Dunaverty Castle is located at Southend at the southern end of the Kintyre peninsula in western Scotland. The site was once a fort belonging to the Clan Donald (MacDonald). Little remains of the castle, although the site is protected as a scheduled monument.

The remains of Dunaverty Castle stand on a rocky head land on the south east corner of Kintyre, Scotland. The headland it was built on forms a natural stronghold with the sea on three sides and is only approachable from the north. It is attached to the mainland only by a narrow path. It is known that the castle itself was accessed by a drawbridge.
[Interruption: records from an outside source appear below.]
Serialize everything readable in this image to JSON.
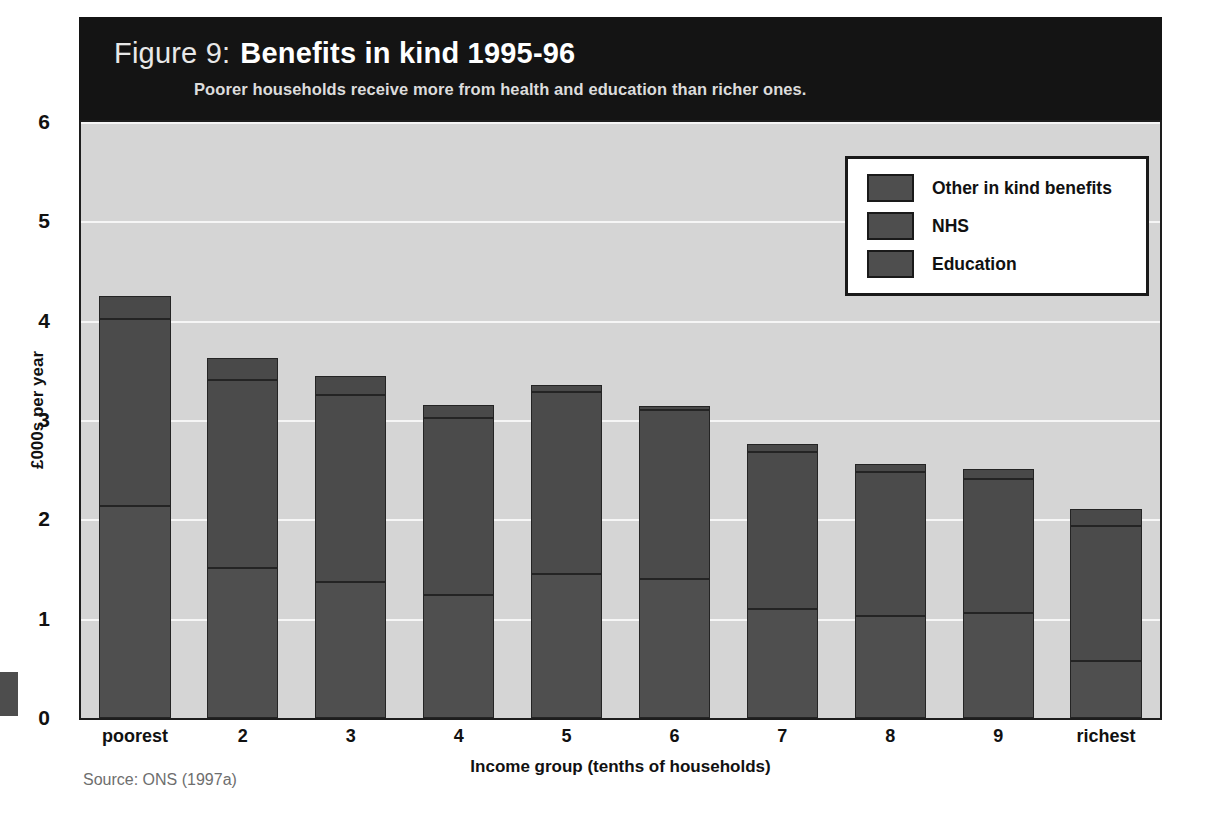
{
  "figure": {
    "label": "Figure 9:",
    "title": "Benefits in kind 1995-96",
    "subtitle": "Poorer households receive more from health and education than richer ones.",
    "source": "Source: ONS (1997a)"
  },
  "colors": {
    "header_background": "#141414",
    "plot_background": "#d5d5d5",
    "gridline": "#f6f6f6",
    "bar_education": "#4f4f4f",
    "bar_nhs": "#4b4b4b",
    "bar_other": "#494949",
    "outline": "#1d1d1d",
    "legend_background": "#ffffff"
  },
  "legend": {
    "entries": [
      {
        "label": "Other in kind benefits",
        "swatch": "#4e4e4e"
      },
      {
        "label": "NHS",
        "swatch": "#4e4e4e"
      },
      {
        "label": "Education",
        "swatch": "#4e4e4e"
      }
    ]
  },
  "chart_data": {
    "type": "bar",
    "stacked": true,
    "title": "Benefits in kind 1995-96",
    "subtitle": "Poorer households receive more from health and education than richer ones.",
    "xlabel": "Income group (tenths of households)",
    "ylabel": "£000s per year",
    "ylim": [
      0,
      6
    ],
    "yticks": [
      0,
      1,
      2,
      3,
      4,
      5,
      6
    ],
    "ytick_labels": [
      "0",
      "1",
      "2",
      "3",
      "4",
      "5",
      "6"
    ],
    "grid": true,
    "legend_position": "top-right",
    "categories": [
      "poorest",
      "2",
      "3",
      "4",
      "5",
      "6",
      "7",
      "8",
      "9",
      "richest"
    ],
    "series": [
      {
        "name": "Education",
        "values": [
          2.13,
          1.51,
          1.37,
          1.24,
          1.45,
          1.4,
          1.1,
          1.03,
          1.06,
          0.57
        ]
      },
      {
        "name": "NHS",
        "values": [
          1.89,
          1.89,
          1.88,
          1.78,
          1.83,
          1.7,
          1.58,
          1.45,
          1.35,
          1.36
        ]
      },
      {
        "name": "Other in kind benefits",
        "values": [
          0.23,
          0.22,
          0.19,
          0.13,
          0.07,
          0.04,
          0.08,
          0.08,
          0.1,
          0.17
        ]
      }
    ],
    "totals": [
      4.25,
      3.62,
      3.44,
      3.15,
      3.35,
      3.14,
      2.76,
      2.56,
      2.51,
      2.1
    ]
  },
  "axes": {
    "ytick_labels": [
      "6",
      "5",
      "4",
      "3",
      "2",
      "1",
      "0"
    ],
    "xtick_labels": [
      "poorest",
      "2",
      "3",
      "4",
      "5",
      "6",
      "7",
      "8",
      "9",
      "richest"
    ],
    "xlabel": "Income group (tenths of households)",
    "ylabel": "£000s per year"
  }
}
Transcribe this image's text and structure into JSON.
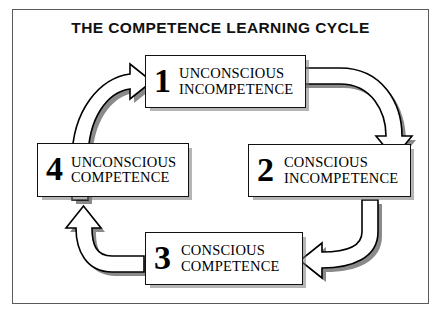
{
  "diagram": {
    "title": "THE COMPETENCE LEARNING CYCLE",
    "type": "cycle",
    "frame_color": "#5a5a5a",
    "box_border_color": "#111111",
    "shadow_color": "#787878",
    "nodes": [
      {
        "number": "1",
        "line1": "UNCONSCIOUS",
        "line2": "INCOMPETENCE",
        "position": "top"
      },
      {
        "number": "2",
        "line1": "CONSCIOUS",
        "line2": "INCOMPETENCE",
        "position": "right"
      },
      {
        "number": "3",
        "line1": "CONSCIOUS",
        "line2": "COMPETENCE",
        "position": "bottom"
      },
      {
        "number": "4",
        "line1": "UNCONSCIOUS",
        "line2": "COMPETENCE",
        "position": "left"
      }
    ],
    "arrows": [
      {
        "from": "1",
        "to": "2",
        "name": "arrow-1-to-2",
        "direction": "down"
      },
      {
        "from": "2",
        "to": "3",
        "name": "arrow-2-to-3",
        "direction": "left"
      },
      {
        "from": "3",
        "to": "4",
        "name": "arrow-3-to-4",
        "direction": "up"
      },
      {
        "from": "4",
        "to": "1",
        "name": "arrow-4-to-1",
        "direction": "right"
      }
    ]
  }
}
In 1248, Henry III, King of England allowed Walter Byset to buy stores from Ireland for Dunaverty Castle which he had seized and was fortifying, apparently in revenge for hospitality given by Alexander II, King of Scotland to certain English pirates. However during that same year the castle was taken by Allan, the son of the Earl of Atholl, and Byset was taken prisoner.

In 1263, Dunaverty Castle was garrisoned by Alexander III, King of Scotland during the Norwegian campaign of Hákon Hákonarson, King of Norway.

The castle was eventually surrendered to the Norwegian king, who in turn granted it to Dubhghall mac Ruaidhrí, one of his steadfast supporters in the Hebrides. With the evaporation of Norwegian sovereignty in the Hebrides after 1263, Alexander III appears to have retaken the castle.

Late in 1306, the embattled Robert I, King of Scotland seems to have fled to the safety of Dunaverty Castle. According to The Bruce, the king was harboured there for three days by Aonghus Óg Mac Domhnaill, before sailing off to Rathlin Island. Contemporary sources reveal that the castle was already under the king's control, however, and that the king acquired it from a certain Maol Coluim in March. In September of that year, the castle fell to an English siege, and the Scottish king was not to be found.